Russia will suffer some disconnection as a result of Georgia, as it should. But you don't throw the baby out with the bath water anymore than it would have been right to demonize Bush's America for all manner of disconnecting acts and violations of international norms.

Some parts of the Core are simply too important to toss away casually, without thinking through the real costs--and the alternative opportunities for behavior modification.

(Thanks: From: Jeff Jennings)

1:19AM

Now is no time to go all wobbly

OP-ED: They Can Only Go So Far, By Francis Fukuyama, Washington Post, August 24, 2008; Page B01

Very nice piece by Fukuyama.

Good for the wobblies that seem to be infecting so many thinkers right now.

(Thanks: Jarrod Myrick)

8:58AM

I stand corrected on Woodward's The War Within

Just looked at a copy of the actual book, pages 408 and 409. That sequence is alright. They just truncated it for the paper.

Link to previous post

3:50AM

Congress should approve Indian nuke deal

WORLD NEWS: "Bush to Press Nuclear Deal With India," by Jay Solomon and Niraj Sheth, Wall Street Journal, 8 September 2008, p. A12.

ARTICLE: "After Georgia: After Georgia's defeat, the West struggles to deal with a newly belligerent Russia," The Economist, 23 August 2008, p. 41.

I'm for any strategic deals that bring us closer to India and any deals that make nuclear power more accessible and less frightening. Plus U.S. companies like Boeing and Lockheed need the access to markets.

Plus, with the Bush administration killing the proposed nuclear cooperation deal with Russia, effectively denying its atomic industry billions of dollars of market opportunity, the timing couldn't be better in terms of the message delivered: behave well and this is the kind of rewards you can expect and vice versa.

So I'm all for Congress approving this, and believe Bush and Rice's State Department deserve credit on this one.

3:46AM

Don't lose perspective on ship movements

ARTICLE: Israel’s senior ministers confer urgently on Iran as US masses air-naval might in Middle East waters, DEBKAfile Special Report, September 10, 2008

It's always easy to get excited about ship movements, but frankly, they're always moving somewhere and the PG region has been their #1 focus for a very long time.
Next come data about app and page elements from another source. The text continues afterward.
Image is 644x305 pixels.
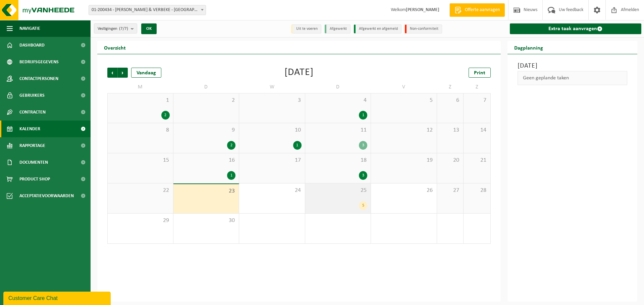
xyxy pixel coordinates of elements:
[177,157,236,164] span: 16
[88,5,206,15] span: 01-200434 - VULSTEKE & VERBEKE - POPERINGE
[467,127,487,134] span: 14
[359,141,367,150] div: 3
[510,24,642,34] a: Extra taak aanvragen
[19,187,74,204] span: Acceptatievoorwaarden
[177,217,236,225] span: 30
[374,127,433,134] span: 12
[243,187,302,194] span: 24
[19,154,48,171] span: Documenten
[467,187,487,194] span: 28
[19,87,45,104] span: Gebruikers
[359,171,367,180] div: 3
[243,127,302,134] span: 10
[118,68,128,78] span: Volgende
[405,24,442,33] li: Non-conformiteit
[161,111,170,120] div: 2
[177,97,236,104] span: 2
[474,70,485,76] span: Print
[469,68,491,78] a: Print
[518,71,627,85] div: Geen geplande taken
[19,121,40,137] span: Kalender
[97,41,133,54] h2: Overzicht
[111,97,170,104] span: 1
[177,127,236,134] span: 9
[19,20,40,37] span: Navigatie
[19,54,59,70] span: Bedrijfsgegevens
[177,187,236,195] span: 23
[440,97,460,104] span: 6
[111,127,170,134] span: 8
[293,141,302,150] div: 1
[359,201,367,210] div: 5
[243,157,302,164] span: 17
[111,157,170,164] span: 15
[437,81,464,93] td: Z
[325,24,351,33] li: Afgewerkt
[309,157,367,164] span: 18
[284,68,314,78] div: [DATE]
[107,68,117,78] span: Vorige
[440,157,460,164] span: 20
[371,81,437,93] td: V
[309,97,367,104] span: 4
[227,141,236,150] div: 2
[19,137,45,154] span: Rapportage
[467,97,487,104] span: 7
[119,26,128,31] count: (7/7)
[309,127,367,134] span: 11
[19,37,45,54] span: Dashboard
[111,187,170,194] span: 22
[111,217,170,225] span: 29
[243,97,302,104] span: 3
[19,104,45,121] span: Contracten
[98,24,128,34] span: Vestigingen
[518,61,627,71] h3: [DATE]
[94,24,137,33] button: Vestigingen(7/7)
[449,3,505,17] a: Offerte aanvragen
[89,5,205,15] span: 01-200434 - VULSTEKE & VERBEKE - POPERINGE
[131,68,161,78] div: Vandaag
[19,171,50,187] span: Product Shop
[463,81,490,93] td: Z
[508,41,550,54] h2: Dagplanning
[174,81,239,93] td: D
[406,7,439,12] strong: [PERSON_NAME]
[305,81,371,93] td: D
[291,24,321,33] li: Uit te voeren
[354,24,401,33] li: Afgewerkt en afgemeld
[309,187,367,194] span: 25
[463,7,501,13] span: Offerte aanvragen
[227,171,236,180] div: 1
[3,291,112,305] iframe: chat widget
[19,70,58,87] span: Contactpersonen
[141,24,157,34] button: OK
[467,157,487,164] span: 21
[440,127,460,134] span: 13
[107,81,174,93] td: M
[374,157,433,164] span: 19
[440,187,460,194] span: 27
[374,187,433,194] span: 26
[359,111,367,120] div: 1
[239,81,305,93] td: W
[374,97,433,104] span: 5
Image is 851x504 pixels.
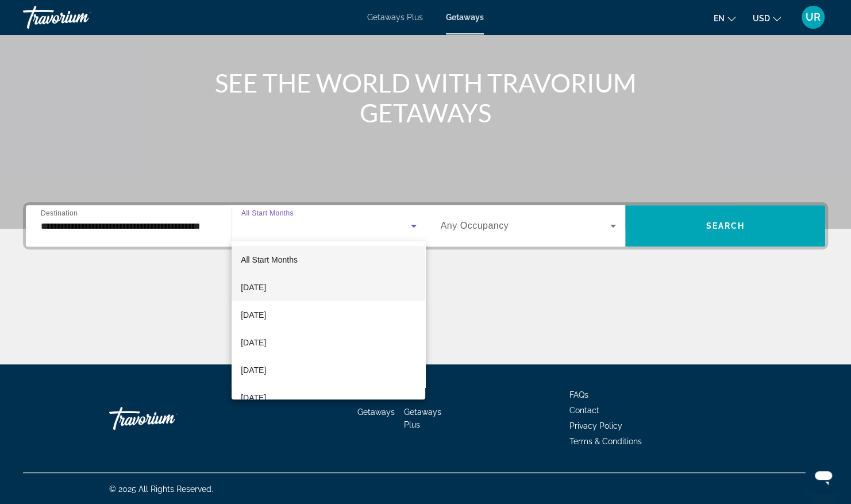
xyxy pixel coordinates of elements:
[241,363,266,377] span: [DATE]
[241,255,298,265] span: All Start Months
[241,280,266,294] span: [DATE]
[241,336,266,350] span: [DATE]
[241,391,266,404] span: [DATE]
[241,308,266,321] span: [DATE]
[805,458,842,495] iframe: Button to launch messaging window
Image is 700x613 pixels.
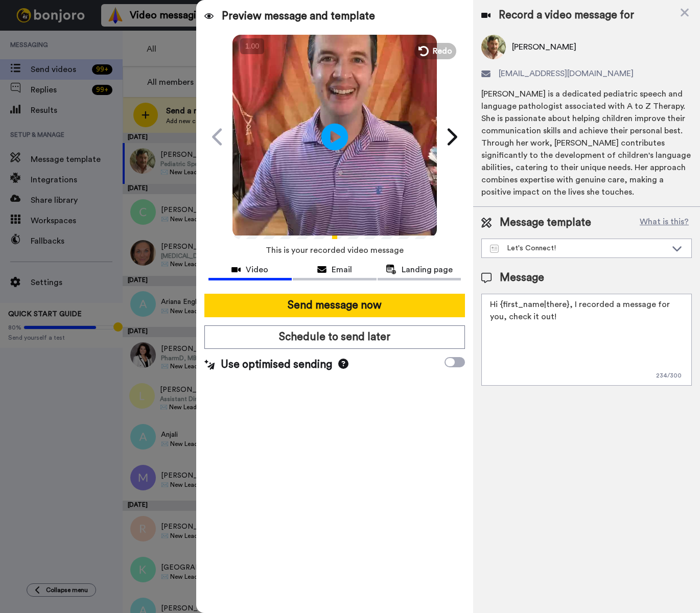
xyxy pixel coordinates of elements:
[490,245,499,253] img: Message-temps.svg
[500,215,591,230] span: Message template
[221,357,332,372] span: Use optimised sending
[266,239,404,261] span: This is your recorded video message
[332,264,352,276] span: Email
[490,243,667,253] div: Let's Connect!
[402,264,453,276] span: Landing page
[500,270,544,285] span: Message
[481,88,692,198] div: [PERSON_NAME] is a dedicated pediatric speech and language pathologist associated with A to Z The...
[499,68,634,80] span: [EMAIL_ADDRESS][DOMAIN_NAME]
[481,294,692,386] textarea: Hi {first_name|there}, I recorded a message for you, check it out!
[204,325,466,349] button: Schedule to send later
[204,294,466,317] button: Send message now
[637,215,692,230] button: What is this?
[246,264,268,276] span: Video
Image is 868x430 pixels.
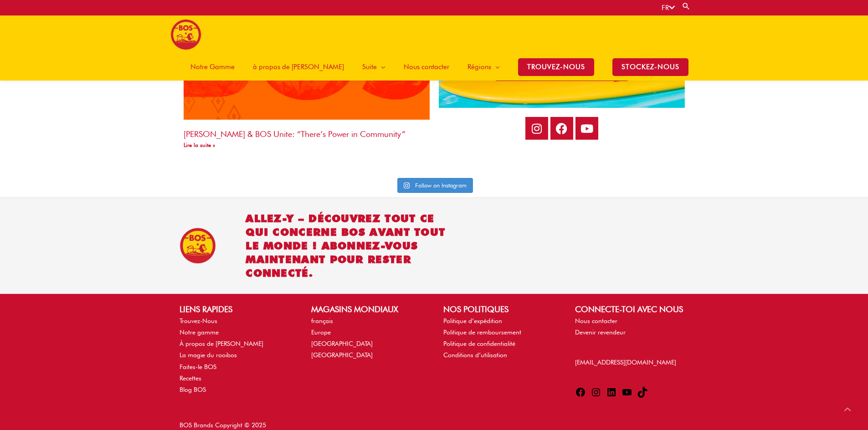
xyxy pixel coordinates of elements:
[245,212,453,280] h2: Allez-y – découvrez tout ce qui concerne BOS avant tout le monde ! Abonnez-vous maintenant pour r...
[518,58,594,76] span: TROUVEZ-NOUS
[180,328,218,336] a: Notre gamme
[443,303,557,315] h2: NOS POLITIQUES
[180,351,237,359] a: La magie du rooibos
[575,359,676,366] a: [EMAIL_ADDRESS][DOMAIN_NAME]
[171,19,201,50] img: BOS logo finals-200px
[180,303,293,315] h2: LIENS RAPIDES
[681,2,691,11] a: Search button
[311,303,424,315] h2: MAGASINS MONDIAUX
[612,58,688,76] span: stockez-nous
[468,53,491,81] span: Régions
[575,317,617,325] a: Nous contacter
[443,328,521,336] a: Politique de remboursement
[397,178,472,193] a: Instagram Follow on Instagram
[184,129,405,139] a: [PERSON_NAME] & BOS Unite: “There’s Power in Community”
[180,340,263,347] a: À propos de [PERSON_NAME]
[311,317,333,325] a: français
[184,142,215,148] a: Read more about Siya Kolisi & BOS Unite: “There’s Power in Community”
[174,53,697,81] nav: Site Navigation
[415,182,466,189] span: Follow on Instagram
[509,53,603,81] a: TROUVEZ-NOUS
[180,227,216,264] img: BOS Ice Tea
[180,386,206,393] a: Blog BOS
[603,53,697,81] a: stockez-nous
[458,53,509,81] a: Régions
[180,317,217,325] a: Trouvez-Nous
[661,4,675,12] a: FR
[403,53,449,81] span: Nous contacter
[362,53,377,81] span: Suite
[190,53,235,81] span: Notre Gamme
[443,340,515,347] a: Politique de confidentialité
[443,315,557,361] nav: NOS POLITIQUES
[311,315,424,361] nav: MAGASINS MONDIAUX
[575,315,688,338] nav: Connecte-toi avec nous
[180,315,293,395] nav: LIENS RAPIDES
[311,328,330,336] a: Europe
[180,363,216,370] a: Faites-le BOS
[575,303,688,315] h2: Connecte-toi avec nous
[311,340,372,347] a: [GEOGRAPHIC_DATA]
[443,351,507,359] a: Conditions d’utilisation
[181,53,244,81] a: Notre Gamme
[443,317,502,325] a: Politique d’expédition
[575,328,626,336] a: Devenir revendeur
[403,182,409,189] svg: Instagram
[394,53,458,81] a: Nous contacter
[244,53,353,81] a: à propos de [PERSON_NAME]
[180,374,201,382] a: Recettes
[353,53,394,81] a: Suite
[311,351,372,359] a: [GEOGRAPHIC_DATA]
[253,53,344,81] span: à propos de [PERSON_NAME]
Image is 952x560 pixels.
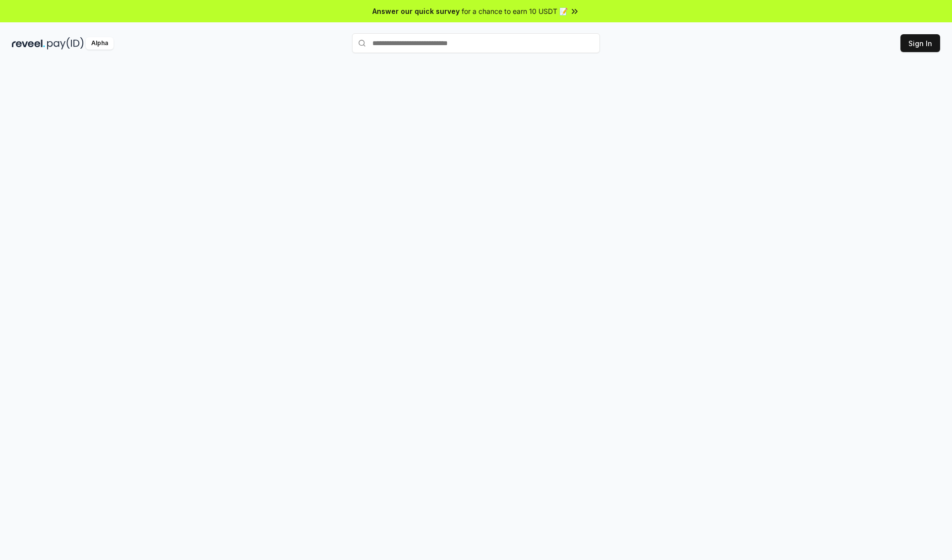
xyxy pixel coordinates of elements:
span: for a chance to earn 10 USDT 📝 [461,6,568,17]
div: Alpha [86,37,114,50]
span: Answer our quick survey [372,6,460,17]
img: reveel_dark [12,37,45,50]
button: Sign In [900,35,940,52]
img: pay_id [47,37,84,50]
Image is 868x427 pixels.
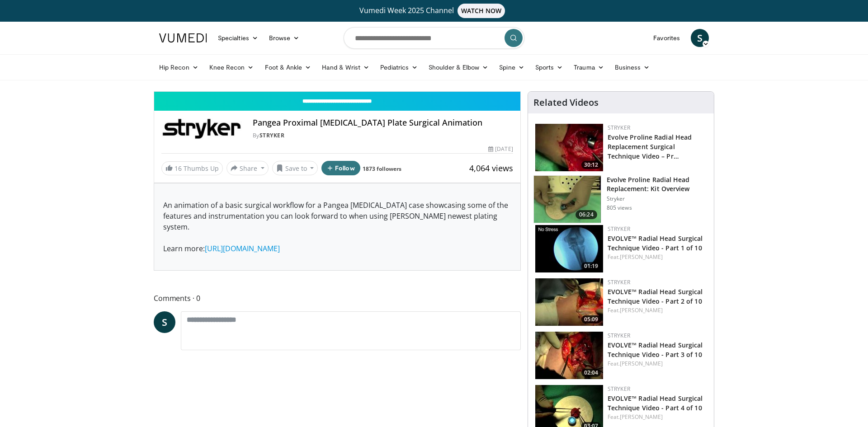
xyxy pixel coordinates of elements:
[607,204,632,211] p: 805 views
[581,161,601,169] span: 30:12
[608,253,707,261] div: Feat.
[534,176,601,223] img: 64cb395d-a0e2-4f85-9b10-a0afb4ea2778.150x105_q85_crop-smart_upscale.jpg
[343,27,524,49] input: Search topics, interventions
[536,332,603,379] a: 02:04
[581,315,601,324] span: 05:09
[608,306,707,315] div: Feat.
[161,118,242,140] img: Stryker
[174,164,181,173] span: 16
[609,58,655,76] a: Business
[272,161,319,175] button: Save to
[494,58,529,76] a: Spine
[536,332,603,379] img: df55bbb7-5747-4bf2-80df-ea44200527a5.150x105_q85_crop-smart_upscale.jpg
[154,58,204,76] a: Hip Recon
[159,34,207,43] img: VuMedi Logo
[253,118,513,128] h4: Pangea Proximal [MEDICAL_DATA] Plate Surgical Animation
[608,234,703,253] a: EVOLVE™ Radial Head Surgical Technique Video - Part 1 of 10
[161,4,707,18] a: Vumedi Week 2025 ChannelWATCH NOW
[457,4,506,18] span: WATCH NOW
[575,210,597,220] span: 06:24
[607,175,708,194] h3: Evolve Proline Radial Head Replacement: Kit Overview
[470,162,513,174] span: 4,064 views
[608,341,703,359] a: EVOLVE™ Radial Head Surgical Technique Video - Part 3 of 10
[608,385,630,393] a: Stryker
[260,58,317,76] a: Foot & Ankle
[536,124,603,171] a: 30:12
[375,58,423,76] a: Pediatrics
[536,225,603,273] img: 324b8a51-90c8-465a-a736-865e2be6fd47.150x105_q85_crop-smart_upscale.jpg
[608,394,703,412] a: EVOLVE™ Radial Head Surgical Technique Video - Part 4 of 10
[608,279,630,286] a: Stryker
[317,58,375,76] a: Hand & Wrist
[608,413,707,421] div: Feat.
[608,124,630,131] a: Stryker
[253,131,513,140] div: By
[322,161,360,175] button: Follow
[204,58,260,76] a: Knee Recon
[620,306,662,314] a: [PERSON_NAME]
[607,195,708,202] p: Stryker
[163,200,508,254] span: An animation of a basic surgical workflow for a Pangea [MEDICAL_DATA] case showcasing some of the...
[154,292,521,304] span: Comments 0
[569,58,609,76] a: Trauma
[263,29,305,47] a: Browse
[530,58,569,76] a: Sports
[154,312,175,333] a: S
[608,225,630,233] a: Stryker
[161,161,223,175] a: 16 Thumbs Up
[534,97,598,108] h4: Related Videos
[488,145,513,154] div: [DATE]
[620,360,662,367] a: [PERSON_NAME]
[536,124,603,171] img: 2be6333d-7397-45af-9cf2-bc7eead733e6.150x105_q85_crop-smart_upscale.jpg
[213,29,263,47] a: Specialties
[608,332,630,339] a: Stryker
[691,29,709,47] a: S
[608,287,703,306] a: EVOLVE™ Radial Head Surgical Technique Video - Part 2 of 10
[260,131,285,139] a: Stryker
[205,244,280,254] a: [URL][DOMAIN_NAME]
[620,253,662,261] a: [PERSON_NAME]
[536,279,603,326] a: 05:09
[608,360,707,368] div: Feat.
[534,175,708,223] a: 06:24 Evolve Proline Radial Head Replacement: Kit Overview Stryker 805 views
[620,413,662,421] a: [PERSON_NAME]
[227,161,268,175] button: Share
[608,133,692,161] a: Evolve Proline Radial Head Replacement Surgical Technique Video – Pr…
[536,279,603,326] img: 2beccc36-dd29-4ae4-a6ad-4b1e90521150.150x105_q85_crop-smart_upscale.jpg
[581,262,601,270] span: 01:19
[581,369,601,377] span: 02:04
[648,29,685,47] a: Favorites
[362,165,402,173] a: 1873 followers
[423,58,494,76] a: Shoulder & Elbow
[536,225,603,273] a: 01:19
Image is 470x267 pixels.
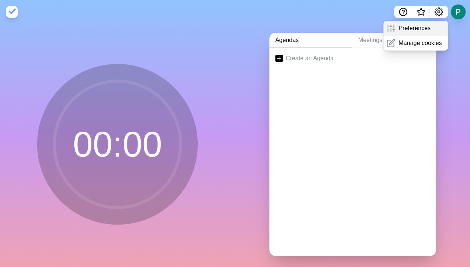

So you don't want to lose perspective.

DEBKAfile seems to sound this alarm bell every other day.

The question would be, Based on Russia's recent actions, do we feel we're in a blame-free zone for any strike on Iran by us or Israel? And does the White House think it must do so before the danger of an Obama presidency rears its head?

This one just never goes away, does it?

(Thanks: Robert Johnson)

2:52AM

McCain's gains

PRESS RELEASE: Reuters/Zogby Poll: McCain Makes a Move, Takes 5-Point Lead Over Obama, Zogby International, August 20, 2008

Since I've linked to Zogby in the past regarding Obama's lead (electoral), it's only fitting to note the shift that's occurred in August.

Obama's passivity since the overseas trip has a lot of Dems worried. Zogby is right: McCain is throwing all the punches right now.

Other forces at work?

The bloom had to come off the Obama rose at some point. So in some ways, better to slump in August than October. But the combo of the vacation and Russia/Georgia worked well for McCain. The vote remains a referendum on Obama, and McCain is successfully expanding the "no" pool.

Now that Obamania has been diminished, we're back to the usual Boomer-era dynamic of incredibly close elections. As Ron Brownstein puts it, we are a closely but deeply divided polity right now.

1:48AM

Actually, I am comforted by such alleged/real "hypocrisy"

ARTICLE: "McCain Adviser Had Russian Ties," by Glenn R. Simpson, Wall Street Journal, 8 September 2008, p. A16.

McCain's top foreign policy adviser, Randy Scheunemann's lobbyist ties to Georgia are tailor-made for Putin's propaganda. But now that we know uber-strategist Charlie Black has had similar ties to Russian entities in the past, the circle is nicely squared.

Frankly, all this anti-lobbyist rhetoric sells well in an election year, but it's mostly overwrought. In this complex world, foreign nations will seek influence in the most important capital in the world—plain and simple. I didn't like the sense that McCain's camp had only Georgian ties. More realistic and comforting to know both camps find some ears they can bend, because if McCain wins, that's the real-world dynamics he'll face.

3:55AM

Woodward's strange account of Fallon's resignation [corrected]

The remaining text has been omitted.